Metro Weekly

South Carolina Bans Gender-Affirming Care

South Carolina Gov. Henry McMaster signed a ban on gender-affirming care for transgender youth and some adults.

South Carolina Governor Henry McMaster – Photo: SC National Guard, via Flickr.

On Tuesday, South Carolina Gov. Henry McMaster signed a ban on gender-affirming care for transgender minors into law.

The law took effect immediately and officially made South Carolina the 25th state to place restrictions on gender-affirming care.

Under South Carolina’s law, health professionals can be disciplined for prescribing gender-affirming treatments, such as puberty blockers, hormones, or gender confirmation surgery, to patients under the age of 18 seeking to transition.

The law also requires school administrators to notify parents or guardians if a child identifies by a gender that does not match their assigned sex at birth, or asks to use a name or nickname other than their legal name or pronouns that do not match the sex on their original birth certificate.

The bill was amended in the State Senate to allow mental health counselors to talk about banned treatments — and even mention places where access to such treatments is not banned — as a form of free speech.

It contains exemptions allowing intersex children, as well as cisgender children who experience precocious puberty, to receive puberty blockers or hormonal treatments.

Additionally, the bill prohibits the use of public dollars — including Medicaid and insurance provided to government employees — from being used to cover the costs of transition-related care for any individual, including transgender adults, who must pay out of pocket should they want care.

Earlier this year, McMaster said he supported the ban on gender-affirming treatments in order to “keep our young people safe and healthy,” arguing that some transgender youth may later change their identity or experience regret if they move to transition too rapidly or hastily. 

“If they want to make those decisions later when they’re adults, then that’s a different story, but we must protect our young people from irreversible decisions,” McMaster said at the time.

Writing on X, McMaster noted that he would be holding a ceremonial bill signing event next week to tout the bill’s benefits.

“I signed the Help Not Harm bill into law, which protects our state’s children from irreversible gender transition procedures and bans public funds from being used for them,” he wrote.

Critics argued that the bill infringes on the right of parents to decide on what health treatments their children receive.

It tramples the rights of transgender adults who are state employees, dependents of state employees, or Medicaid recipients to decide which health care they receive by denying them coverage for treatments that their doctors have deemed medically necessary.

Additionally, critics slammed the bill for misrepresenting transition-related treatments as experimental, haphazard, or too readily prescribed, arguing that people under the age of 18 do not undergo gender confirmation surgery in South Carolina, and that hormone treatments only begin after extensive consultations with medical providers.

The Campaign for Southern Equality noted that some of the bill’s provisions, particularly those dealing with Medicaid and state employee insurance coverage, may be unconstitutional, citing recent decisions by the 4th U.S. Circuit Court of Appeals — under whose jurisdiction South Carolina falls — finding that a West Virginia Medicaid ban on coverage for gender-affirming care and a similar exclusion in North Carolina’s state employee health plan were discriminatory. 

The Campaign for Southern Equality also noted that transgender individuals in South Carolina are eligible to apply for support from the Southern Trans Youth Emergency Project, which seeks to support trans youth and their families whose access to medical care has been hampered by various state bans.

Through the program, families can receive information about obtaining gender-affirming treatments in states without bans, assistance in connecting with out-of-state medical providers, and grants of up to $500 to assist them in traveling elsewhere to obtain the care they need.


▶ **What the task asks**: Only lines containing the string "text" belong in the answer; find them in the records and copy them.

▶ **Provided data**:
- Opening Delimiter -
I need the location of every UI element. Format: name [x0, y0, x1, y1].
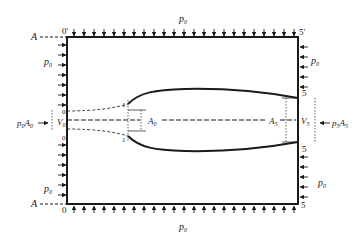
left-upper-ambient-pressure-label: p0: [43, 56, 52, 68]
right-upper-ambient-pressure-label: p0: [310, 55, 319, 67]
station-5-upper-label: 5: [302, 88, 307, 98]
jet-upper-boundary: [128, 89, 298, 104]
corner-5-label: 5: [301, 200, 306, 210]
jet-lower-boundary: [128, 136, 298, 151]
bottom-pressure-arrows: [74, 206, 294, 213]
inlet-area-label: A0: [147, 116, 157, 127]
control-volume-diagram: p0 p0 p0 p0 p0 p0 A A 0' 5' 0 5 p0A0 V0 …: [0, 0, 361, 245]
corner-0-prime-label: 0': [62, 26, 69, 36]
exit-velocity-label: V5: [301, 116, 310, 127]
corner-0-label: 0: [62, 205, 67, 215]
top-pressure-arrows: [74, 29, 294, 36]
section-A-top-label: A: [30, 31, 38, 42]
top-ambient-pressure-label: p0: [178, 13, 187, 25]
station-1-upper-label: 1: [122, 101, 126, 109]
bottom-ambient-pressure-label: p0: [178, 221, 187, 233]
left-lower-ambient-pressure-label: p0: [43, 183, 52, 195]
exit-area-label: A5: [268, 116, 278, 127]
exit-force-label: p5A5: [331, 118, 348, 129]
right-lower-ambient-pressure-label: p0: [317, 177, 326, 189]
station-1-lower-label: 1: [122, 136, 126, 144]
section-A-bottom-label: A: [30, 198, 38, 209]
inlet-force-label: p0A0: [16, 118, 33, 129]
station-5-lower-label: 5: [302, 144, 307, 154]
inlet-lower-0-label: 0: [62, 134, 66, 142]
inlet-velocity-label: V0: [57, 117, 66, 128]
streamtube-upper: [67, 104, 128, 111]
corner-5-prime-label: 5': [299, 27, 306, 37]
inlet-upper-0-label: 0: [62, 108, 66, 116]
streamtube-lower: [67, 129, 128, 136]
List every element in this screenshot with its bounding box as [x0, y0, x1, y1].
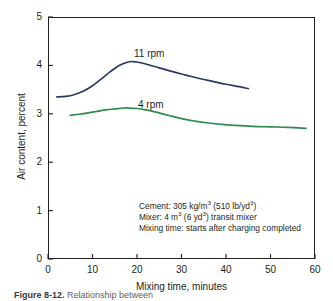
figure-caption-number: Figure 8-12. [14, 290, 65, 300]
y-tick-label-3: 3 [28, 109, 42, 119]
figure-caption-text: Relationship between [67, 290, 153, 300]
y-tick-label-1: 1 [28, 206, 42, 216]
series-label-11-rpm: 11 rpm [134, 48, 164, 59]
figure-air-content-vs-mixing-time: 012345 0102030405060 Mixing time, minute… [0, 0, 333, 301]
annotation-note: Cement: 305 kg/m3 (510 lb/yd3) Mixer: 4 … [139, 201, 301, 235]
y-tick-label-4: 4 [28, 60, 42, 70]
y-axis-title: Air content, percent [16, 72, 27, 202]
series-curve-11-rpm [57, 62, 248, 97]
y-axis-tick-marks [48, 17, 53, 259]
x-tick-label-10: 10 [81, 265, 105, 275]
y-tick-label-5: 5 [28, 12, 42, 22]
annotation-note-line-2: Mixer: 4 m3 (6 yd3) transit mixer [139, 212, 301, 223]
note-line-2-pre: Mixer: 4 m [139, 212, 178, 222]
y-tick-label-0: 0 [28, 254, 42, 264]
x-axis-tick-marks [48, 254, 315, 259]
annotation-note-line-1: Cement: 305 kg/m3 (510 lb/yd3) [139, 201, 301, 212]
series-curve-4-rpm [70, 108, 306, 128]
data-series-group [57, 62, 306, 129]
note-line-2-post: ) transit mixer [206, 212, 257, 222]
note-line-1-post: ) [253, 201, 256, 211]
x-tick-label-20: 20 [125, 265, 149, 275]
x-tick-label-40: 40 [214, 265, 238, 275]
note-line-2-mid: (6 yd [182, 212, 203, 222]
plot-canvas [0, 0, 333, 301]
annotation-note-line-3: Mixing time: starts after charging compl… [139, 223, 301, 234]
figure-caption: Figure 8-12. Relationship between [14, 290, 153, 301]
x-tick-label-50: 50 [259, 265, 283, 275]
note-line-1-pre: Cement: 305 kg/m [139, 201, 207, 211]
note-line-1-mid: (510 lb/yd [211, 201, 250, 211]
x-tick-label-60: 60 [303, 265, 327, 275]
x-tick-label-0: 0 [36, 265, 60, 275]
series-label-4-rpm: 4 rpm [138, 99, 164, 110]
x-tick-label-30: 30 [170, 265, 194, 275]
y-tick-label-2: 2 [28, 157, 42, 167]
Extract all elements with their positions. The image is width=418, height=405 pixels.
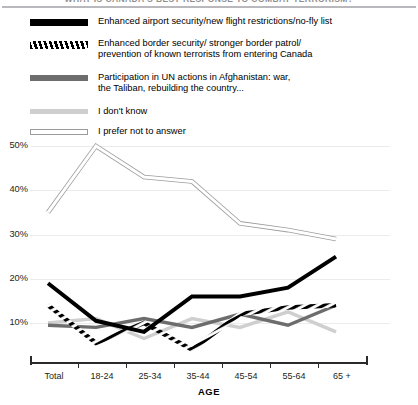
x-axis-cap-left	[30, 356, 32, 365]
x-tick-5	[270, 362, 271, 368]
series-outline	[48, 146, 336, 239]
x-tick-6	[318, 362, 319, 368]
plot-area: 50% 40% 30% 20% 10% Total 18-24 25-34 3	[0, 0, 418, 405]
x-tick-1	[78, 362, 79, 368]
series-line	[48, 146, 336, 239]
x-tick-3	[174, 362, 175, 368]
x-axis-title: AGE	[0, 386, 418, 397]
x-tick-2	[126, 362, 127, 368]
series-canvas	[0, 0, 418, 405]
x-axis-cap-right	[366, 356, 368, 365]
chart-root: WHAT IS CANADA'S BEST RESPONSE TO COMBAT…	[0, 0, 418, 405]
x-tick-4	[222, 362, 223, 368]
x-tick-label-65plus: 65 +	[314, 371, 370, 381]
- Closing Delimiter -
- Opening Delimiter -
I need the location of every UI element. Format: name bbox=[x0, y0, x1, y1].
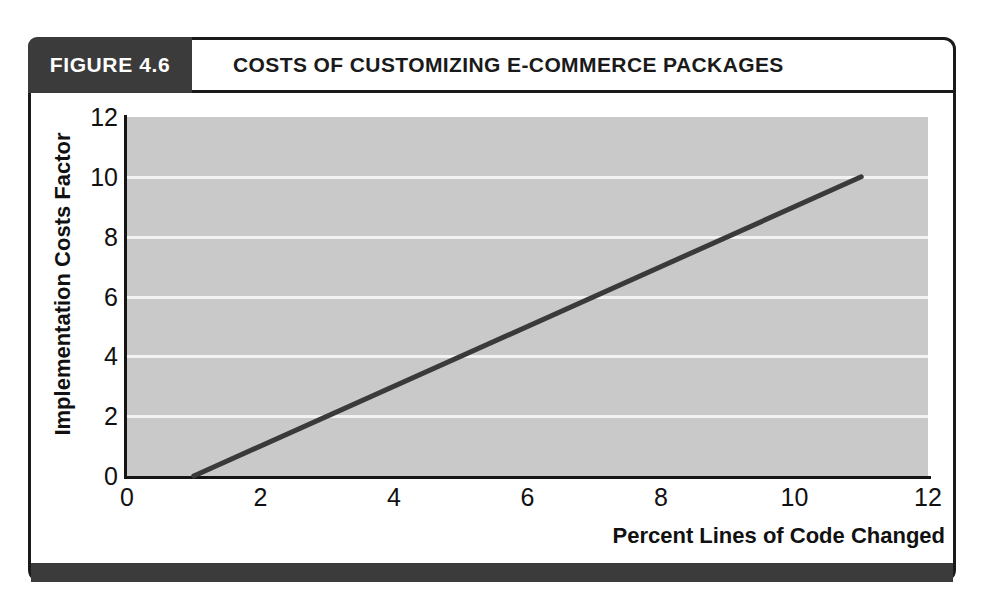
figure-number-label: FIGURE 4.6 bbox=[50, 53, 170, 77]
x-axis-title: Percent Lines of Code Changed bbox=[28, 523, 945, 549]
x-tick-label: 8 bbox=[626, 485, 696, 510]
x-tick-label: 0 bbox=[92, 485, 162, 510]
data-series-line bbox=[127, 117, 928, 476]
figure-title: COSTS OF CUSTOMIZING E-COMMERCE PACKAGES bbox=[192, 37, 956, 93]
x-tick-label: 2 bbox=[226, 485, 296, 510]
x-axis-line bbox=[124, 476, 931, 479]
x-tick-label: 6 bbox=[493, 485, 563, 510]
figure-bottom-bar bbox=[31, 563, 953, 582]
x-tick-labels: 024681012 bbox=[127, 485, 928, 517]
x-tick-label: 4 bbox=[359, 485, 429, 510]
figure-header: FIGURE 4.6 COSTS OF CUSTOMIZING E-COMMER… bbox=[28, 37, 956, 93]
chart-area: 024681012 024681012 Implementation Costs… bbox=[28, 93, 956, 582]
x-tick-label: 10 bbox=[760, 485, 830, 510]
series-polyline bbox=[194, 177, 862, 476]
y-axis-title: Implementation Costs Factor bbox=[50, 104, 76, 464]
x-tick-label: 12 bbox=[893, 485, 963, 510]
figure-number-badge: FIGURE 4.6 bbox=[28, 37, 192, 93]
- Closing Delimiter -
- Opening Delimiter -
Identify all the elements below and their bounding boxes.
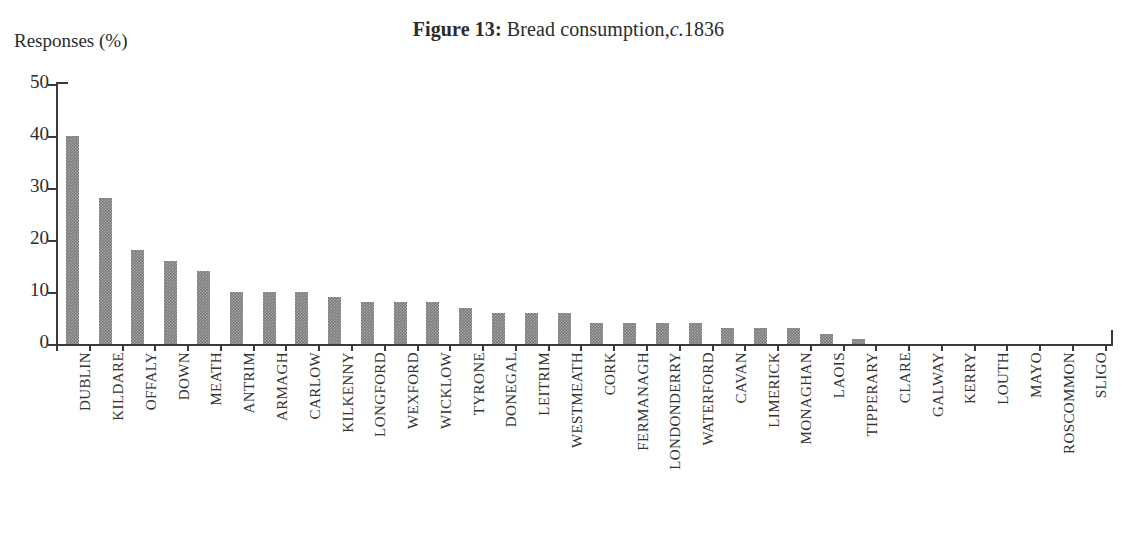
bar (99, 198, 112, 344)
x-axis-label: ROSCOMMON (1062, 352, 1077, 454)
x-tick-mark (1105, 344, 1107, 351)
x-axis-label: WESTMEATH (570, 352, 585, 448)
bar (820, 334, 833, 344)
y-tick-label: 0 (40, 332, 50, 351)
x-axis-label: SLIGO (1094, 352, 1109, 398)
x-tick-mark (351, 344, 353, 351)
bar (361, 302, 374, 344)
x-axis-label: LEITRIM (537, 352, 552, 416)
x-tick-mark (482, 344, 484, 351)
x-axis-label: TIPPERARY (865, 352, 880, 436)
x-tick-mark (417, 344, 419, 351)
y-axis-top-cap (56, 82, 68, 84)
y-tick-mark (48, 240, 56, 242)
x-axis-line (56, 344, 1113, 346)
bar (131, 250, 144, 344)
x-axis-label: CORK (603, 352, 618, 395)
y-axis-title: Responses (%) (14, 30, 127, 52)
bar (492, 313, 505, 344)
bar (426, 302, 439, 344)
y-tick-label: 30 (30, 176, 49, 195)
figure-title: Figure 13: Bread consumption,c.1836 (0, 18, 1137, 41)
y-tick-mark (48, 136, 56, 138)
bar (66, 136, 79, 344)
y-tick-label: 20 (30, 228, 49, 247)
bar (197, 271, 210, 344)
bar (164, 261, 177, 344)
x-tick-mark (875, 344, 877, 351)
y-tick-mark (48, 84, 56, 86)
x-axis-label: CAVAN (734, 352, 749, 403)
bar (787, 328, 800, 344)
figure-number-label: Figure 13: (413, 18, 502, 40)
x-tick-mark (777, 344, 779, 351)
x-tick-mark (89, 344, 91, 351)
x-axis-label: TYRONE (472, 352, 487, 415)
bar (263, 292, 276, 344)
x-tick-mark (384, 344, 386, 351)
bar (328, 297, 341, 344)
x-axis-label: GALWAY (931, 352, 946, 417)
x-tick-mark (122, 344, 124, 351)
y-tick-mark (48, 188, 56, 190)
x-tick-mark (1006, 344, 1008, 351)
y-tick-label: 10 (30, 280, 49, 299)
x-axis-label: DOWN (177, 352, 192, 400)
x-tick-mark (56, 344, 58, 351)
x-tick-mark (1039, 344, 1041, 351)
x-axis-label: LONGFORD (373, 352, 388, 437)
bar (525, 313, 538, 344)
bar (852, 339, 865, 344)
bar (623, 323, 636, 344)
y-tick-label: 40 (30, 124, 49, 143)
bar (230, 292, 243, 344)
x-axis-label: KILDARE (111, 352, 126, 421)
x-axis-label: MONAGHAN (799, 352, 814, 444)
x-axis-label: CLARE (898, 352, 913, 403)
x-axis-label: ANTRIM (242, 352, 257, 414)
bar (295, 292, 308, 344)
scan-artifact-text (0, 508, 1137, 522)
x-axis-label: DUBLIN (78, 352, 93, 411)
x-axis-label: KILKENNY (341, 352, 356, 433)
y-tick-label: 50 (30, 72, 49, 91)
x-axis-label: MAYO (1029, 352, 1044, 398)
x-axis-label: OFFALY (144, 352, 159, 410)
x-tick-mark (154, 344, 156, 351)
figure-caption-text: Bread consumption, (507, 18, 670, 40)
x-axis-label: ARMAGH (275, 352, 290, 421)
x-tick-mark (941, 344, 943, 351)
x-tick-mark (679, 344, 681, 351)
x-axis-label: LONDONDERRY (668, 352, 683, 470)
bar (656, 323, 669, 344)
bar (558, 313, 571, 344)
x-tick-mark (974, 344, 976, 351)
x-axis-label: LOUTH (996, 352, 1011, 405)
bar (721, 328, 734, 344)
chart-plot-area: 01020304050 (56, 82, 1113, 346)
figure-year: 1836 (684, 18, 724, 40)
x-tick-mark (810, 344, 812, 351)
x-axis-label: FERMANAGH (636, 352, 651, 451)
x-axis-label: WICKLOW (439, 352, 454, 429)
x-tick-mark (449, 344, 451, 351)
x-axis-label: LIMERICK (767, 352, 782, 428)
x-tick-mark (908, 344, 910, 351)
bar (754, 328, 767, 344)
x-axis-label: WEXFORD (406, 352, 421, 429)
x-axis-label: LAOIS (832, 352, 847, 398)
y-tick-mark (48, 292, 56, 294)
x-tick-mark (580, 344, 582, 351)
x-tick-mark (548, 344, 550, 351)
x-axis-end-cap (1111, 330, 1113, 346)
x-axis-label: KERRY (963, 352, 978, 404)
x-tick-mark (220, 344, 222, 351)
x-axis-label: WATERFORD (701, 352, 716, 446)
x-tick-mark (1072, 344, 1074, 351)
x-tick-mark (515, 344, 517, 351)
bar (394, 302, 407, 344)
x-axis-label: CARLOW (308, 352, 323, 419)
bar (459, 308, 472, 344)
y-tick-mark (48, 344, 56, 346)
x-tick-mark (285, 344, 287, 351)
- Closing Delimiter -
▶ **Response to this task**:
figure-caption-text: Relationship between [67, 290, 153, 300]
scan-artifact-text (0, 508, 1137, 522)
figure-caption-text: Bread consumption, (507, 18, 670, 40)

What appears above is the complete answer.